Money: Steve Hackett

What’s your attitude to money?

Several times in my life I’ve had money and lost it, and reinvested it. Money is something that comes and goes and is a means to an end.

Did it change when you became successful?

Once I started to make money, yes. One thing I started to get into in the seventies is ActionAid, the charity that was giving kids around the world a chance to get a bit of education. But I haven’t given up a career to feed the starving. I’m not a saint.

Were you minted in Genesis?

No. I didn’t start making any money until I started doing my solo work. Here’s an example. Having done a year’s work of promoting The Lamb Lies Down On Broadway in 1974-75, we owed a quarter-of-a-million quid. That’s not the reason I started doing solo work, it was because I had ideas I wanted to express.

You underwent a huge financial and personal crisis about five years ago.

I went through a divorce, and there’s a gagging order so I can’t discuss the details. I’m very pleased that I divorced, because it left me free to work, but there was a certain price for that. I nearly had to sell my dream guitar at some point, my Les Paul.

What was your biggest extravagance?

The very Les Paul I was talking about. A 1957 Gold Top, costing all of eight-hundred dollars in 1973.

What’s the best use for your earnings now?

I’ve got two places – one where I live and another that’s a place to work – and I’m trying to save up to centralise them. That could be anywhere in the world. But as a musician you should be on the move, taking your music to the people.

If you could advise the eighteen-year-old you, what would you say?

Do it all again, but be a tad more careful.

Jo Kendall

Jo is a journalist, podcaster, event host and music industry lecturer with 23 years in music magazines since joining Kerrang! as office manager in 1999. But before that Jo had 10 years as a London-based gig promoter and DJ, also working in various vintage record shops and for the UK arm of the Sub Pop label as a warehouse and press assistant. Jo's had tea with Robert Fripp, touched Ian Anderson's favourite flute (!), asked Suzi Quatro what one wears under a leather catsuit, and invented several ridiculous editorial ideas such as the regular celebrity cooking column for Prog, Supper's Ready. After being Deputy Editor for Prog for five years and Managing Editor of Classic Rock for three, Jo is now Associate Editor of Prog, where she's been since its inception in 2009, and a regular contributor to Classic Rock. She continues to spread the experimental and psychedelic music-based word amid unsuspecting students at BIMM Institute London, hoping to inspire the next gen of rock, metal, prog and indie creators and appreciators.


To do :: Below are the records; restate all of them exactly.

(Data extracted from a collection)
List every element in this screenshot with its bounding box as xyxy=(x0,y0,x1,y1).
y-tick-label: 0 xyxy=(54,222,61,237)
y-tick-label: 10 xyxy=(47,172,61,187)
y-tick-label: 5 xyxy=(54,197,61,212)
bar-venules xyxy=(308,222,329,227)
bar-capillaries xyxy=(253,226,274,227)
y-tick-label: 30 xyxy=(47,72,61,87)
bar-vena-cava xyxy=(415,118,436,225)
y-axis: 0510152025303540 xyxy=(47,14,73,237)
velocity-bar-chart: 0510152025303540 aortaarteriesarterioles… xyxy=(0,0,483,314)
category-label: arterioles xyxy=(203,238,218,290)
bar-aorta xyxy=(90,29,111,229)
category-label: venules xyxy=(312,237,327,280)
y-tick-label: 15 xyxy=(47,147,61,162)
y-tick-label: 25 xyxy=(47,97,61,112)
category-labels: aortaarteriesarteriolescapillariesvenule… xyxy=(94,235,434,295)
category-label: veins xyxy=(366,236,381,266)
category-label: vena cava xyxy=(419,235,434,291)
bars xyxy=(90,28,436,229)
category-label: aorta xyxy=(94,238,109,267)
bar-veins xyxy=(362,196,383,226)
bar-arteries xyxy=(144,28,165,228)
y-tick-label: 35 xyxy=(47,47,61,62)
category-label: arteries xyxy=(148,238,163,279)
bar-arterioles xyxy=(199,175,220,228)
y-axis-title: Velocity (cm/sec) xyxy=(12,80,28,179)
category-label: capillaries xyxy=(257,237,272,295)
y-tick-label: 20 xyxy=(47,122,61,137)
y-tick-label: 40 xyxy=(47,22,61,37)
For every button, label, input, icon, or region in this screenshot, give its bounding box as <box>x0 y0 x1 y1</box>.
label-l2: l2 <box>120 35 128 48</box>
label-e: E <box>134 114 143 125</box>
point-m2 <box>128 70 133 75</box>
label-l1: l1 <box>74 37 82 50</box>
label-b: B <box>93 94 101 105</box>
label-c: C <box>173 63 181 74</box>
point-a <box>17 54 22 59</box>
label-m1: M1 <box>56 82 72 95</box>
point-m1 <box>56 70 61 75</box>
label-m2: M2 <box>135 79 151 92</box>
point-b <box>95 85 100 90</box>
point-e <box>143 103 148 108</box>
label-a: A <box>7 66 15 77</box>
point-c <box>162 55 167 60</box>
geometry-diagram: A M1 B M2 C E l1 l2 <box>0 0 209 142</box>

Solution below ::
List every element in this screenshot with its bounding box as xyxy=(x0,y0,x1,y1).
y-tick-label: 0 xyxy=(54,222,61,237)
y-tick-label: 10 xyxy=(47,172,61,187)
y-tick-label: 5 xyxy=(54,197,61,212)
bar-venules xyxy=(308,222,329,227)
bar-capillaries xyxy=(253,226,274,227)
y-tick-label: 30 xyxy=(47,72,61,87)
bar-vena-cava xyxy=(415,118,436,225)
y-axis: 0510152025303540 xyxy=(47,14,73,237)
velocity-bar-chart: 0510152025303540 aortaarteriesarterioles… xyxy=(0,0,483,314)
category-label: arterioles xyxy=(203,238,218,290)
bar-aorta xyxy=(90,29,111,229)
category-label: venules xyxy=(312,237,327,280)
y-tick-label: 15 xyxy=(47,147,61,162)
y-tick-label: 25 xyxy=(47,97,61,112)
category-labels: aortaarteriesarteriolescapillariesvenule… xyxy=(94,235,434,295)
category-label: veins xyxy=(366,236,381,266)
category-label: vena cava xyxy=(419,235,434,291)
bars xyxy=(90,28,436,229)
category-label: aorta xyxy=(94,238,109,267)
bar-veins xyxy=(362,196,383,226)
bar-arteries xyxy=(144,28,165,228)
y-tick-label: 35 xyxy=(47,47,61,62)
category-label: arteries xyxy=(148,238,163,279)
bar-arterioles xyxy=(199,175,220,228)
y-axis-title: Velocity (cm/sec) xyxy=(12,80,28,179)
category-label: capillaries xyxy=(257,237,272,295)
y-tick-label: 20 xyxy=(47,122,61,137)
y-tick-label: 40 xyxy=(47,22,61,37)
For every button, label, input, icon, or region in this screenshot, give its bounding box as <box>x0 y0 x1 y1</box>.
label-l2: l2 <box>120 35 128 48</box>
label-e: E <box>134 114 143 125</box>
point-m2 <box>128 70 133 75</box>
label-l1: l1 <box>74 37 82 50</box>
label-b: B <box>93 94 101 105</box>
label-c: C <box>173 63 181 74</box>
point-a <box>17 54 22 59</box>
label-m1: M1 <box>56 82 72 95</box>
point-m1 <box>56 70 61 75</box>
label-m2: M2 <box>135 79 151 92</box>
point-b <box>95 85 100 90</box>
point-e <box>143 103 148 108</box>
label-a: A <box>7 66 15 77</box>
point-c <box>162 55 167 60</box>
geometry-diagram: A M1 B M2 C E l1 l2 <box>0 0 209 142</box>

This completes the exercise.